I've subsequently uncovered other documentation and shared it in multiple follow-on blog posts which have been smashed with hits from all over the country.
I am calling it Perdido-Gate because it is a scandal of epic proportion. Unlike the infamous "Watergate" scandal however (which started with a few insiders knowing what happened and subsequently, over time expanding with more and more people learning of it as a whistleblower broke the story to journalists)--this land blocking/beach grabbing effort by most current owners of Gulf Front properties on Perdido Key apparently began with everyone having complete knowledge of the deeds' limiting condition and perpetual easement--with this knowledge fading over time, disappearing from transfer deeds, and fading away leading to most of these properties believing---inaccurately apparently---that they had complete and total ownership from the road all the way down to the wet sand of the Gulf's edge.
So we will talk all about that, and the following:
1. What is the legal meaning of the "Southerly 75 feet of each parcel?"
2. Who from PKA and the county knew of this recently?
3. Why was the public access requiriment of 75' of beach never enforced as indicated on the 2000 Development Order from the County to Destination, Inc. (who eventually build the Windemere Condo) by the county officials who insisted on it as a condition of this complex's construction?
4. Would the landlocked Grand Caribbean complex really undertake the expensive, time consuming, and year's long initiative to get an easement and build a walkway to a purportedly "private" beach south of their complex (owned by the Gulf-Front Sandy Key complex) on ONLY the strength of a "gentleman's" agreement that the HOA of Sandy Key would "let" visitors and owners of Grand Caribbean use their (Sandy Key's) purportedly "private" beachfront?
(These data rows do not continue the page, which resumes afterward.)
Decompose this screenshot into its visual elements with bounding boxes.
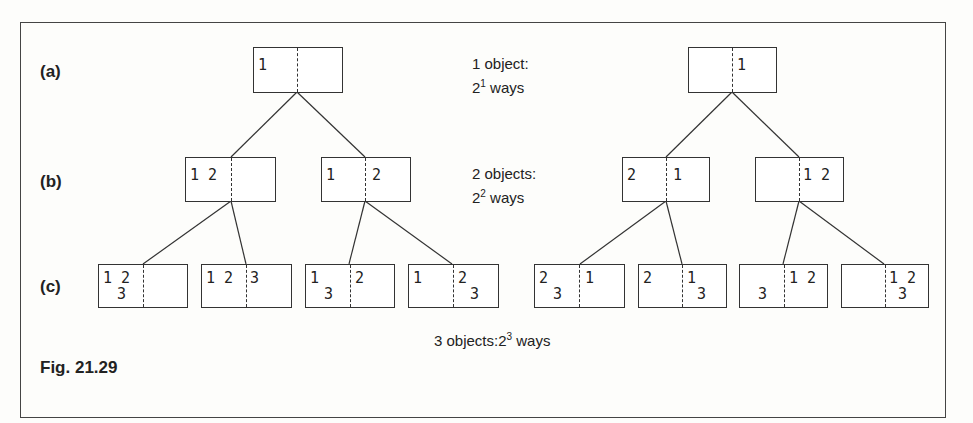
right-bottom-contents: 3 (898, 287, 907, 302)
left-cell-contents: 2 (627, 168, 636, 183)
box-c-6: 2 1 3 (638, 264, 727, 308)
left-cell-contents: 1 (326, 168, 335, 183)
figure-caption: Fig. 21.29 (40, 358, 117, 378)
box-b-4: 1 2 (755, 157, 844, 202)
note-three-objects: 3 objects:23 ways (434, 327, 550, 351)
right-cell-contents: 1 (673, 168, 682, 183)
box-a-right-tree: 1 (688, 47, 777, 93)
note-a-line2: 21 ways (472, 74, 529, 98)
left-cell-contents: 1 2 (190, 168, 217, 183)
row-label-a: (a) (40, 62, 61, 82)
box-a-left-tree: 1 (253, 47, 343, 93)
note-one-object: 1 object: 21 ways (472, 54, 529, 98)
left-bottom-contents: 3 (758, 287, 767, 302)
left-top-contents: 1 (413, 271, 422, 286)
left-top-contents: 2 (539, 271, 548, 286)
note-two-objects: 2 objects: 22 ways (472, 164, 536, 208)
box-c-4: 1 2 3 (408, 264, 499, 308)
box-b-3: 2 1 (622, 157, 710, 202)
box-c-5: 2 3 1 (534, 264, 625, 308)
left-top-contents: 1 (310, 271, 319, 286)
box-c-3: 1 3 2 (305, 264, 395, 308)
right-cell-contents: 1 2 (803, 168, 830, 183)
left-cell-contents: 1 (258, 58, 267, 73)
right-top-contents: 1 2 (889, 271, 916, 286)
left-top-contents: 1 2 (206, 271, 233, 286)
right-cell-contents: 1 (737, 58, 746, 73)
box-c-7: 3 1 2 (739, 264, 828, 308)
right-bottom-contents: 3 (470, 287, 479, 302)
right-top-contents: 1 (687, 271, 696, 286)
right-top-contents: 2 (458, 271, 467, 286)
left-bottom-contents: 3 (117, 287, 126, 302)
note-b-line2: 22 ways (472, 184, 536, 208)
row-label-c: (c) (40, 277, 61, 297)
left-bottom-contents: 3 (553, 287, 562, 302)
box-c-8: 1 2 3 (841, 264, 929, 308)
box-c-2: 1 2 3 (201, 264, 292, 308)
left-top-contents: 2 (643, 271, 652, 286)
right-top-contents: 3 (250, 271, 259, 286)
row-label-b: (b) (40, 172, 62, 192)
left-top-contents: 1 2 (103, 271, 130, 286)
box-c-1: 1 2 3 (98, 264, 188, 308)
box-b-1: 1 2 (185, 157, 276, 202)
note-b-line1: 2 objects: (472, 164, 536, 184)
box-b-2: 1 2 (321, 157, 411, 202)
right-top-contents: 1 2 (789, 271, 816, 286)
right-bottom-contents: 3 (697, 287, 706, 302)
right-top-contents: 2 (355, 271, 364, 286)
left-bottom-contents: 3 (324, 287, 333, 302)
right-top-contents: 1 (585, 271, 594, 286)
right-cell-contents: 2 (372, 168, 381, 183)
note-a-line1: 1 object: (472, 54, 529, 74)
5. What will take precedence under Florida's Marketable Record Title Act--the "information" from titles transferred within the last 30 years that have mysteriously omitted this "Southerly 75' perpetual public beach access easement" mandate from the initially executed transfer from the U.S Government--or if located---the original, primary deed(s) from the U.S. Government which we believe will specify this public easement?
It should be an interesting conversation on a fascinating topic that I know Rick is diving into for an article in his upcoming edition of InWeekly.
Because he knows what I know: This story is HUGE and growing. Glad he is joining every other local media in covering it.
Listen Live at 0700 or listen to the podcast, here.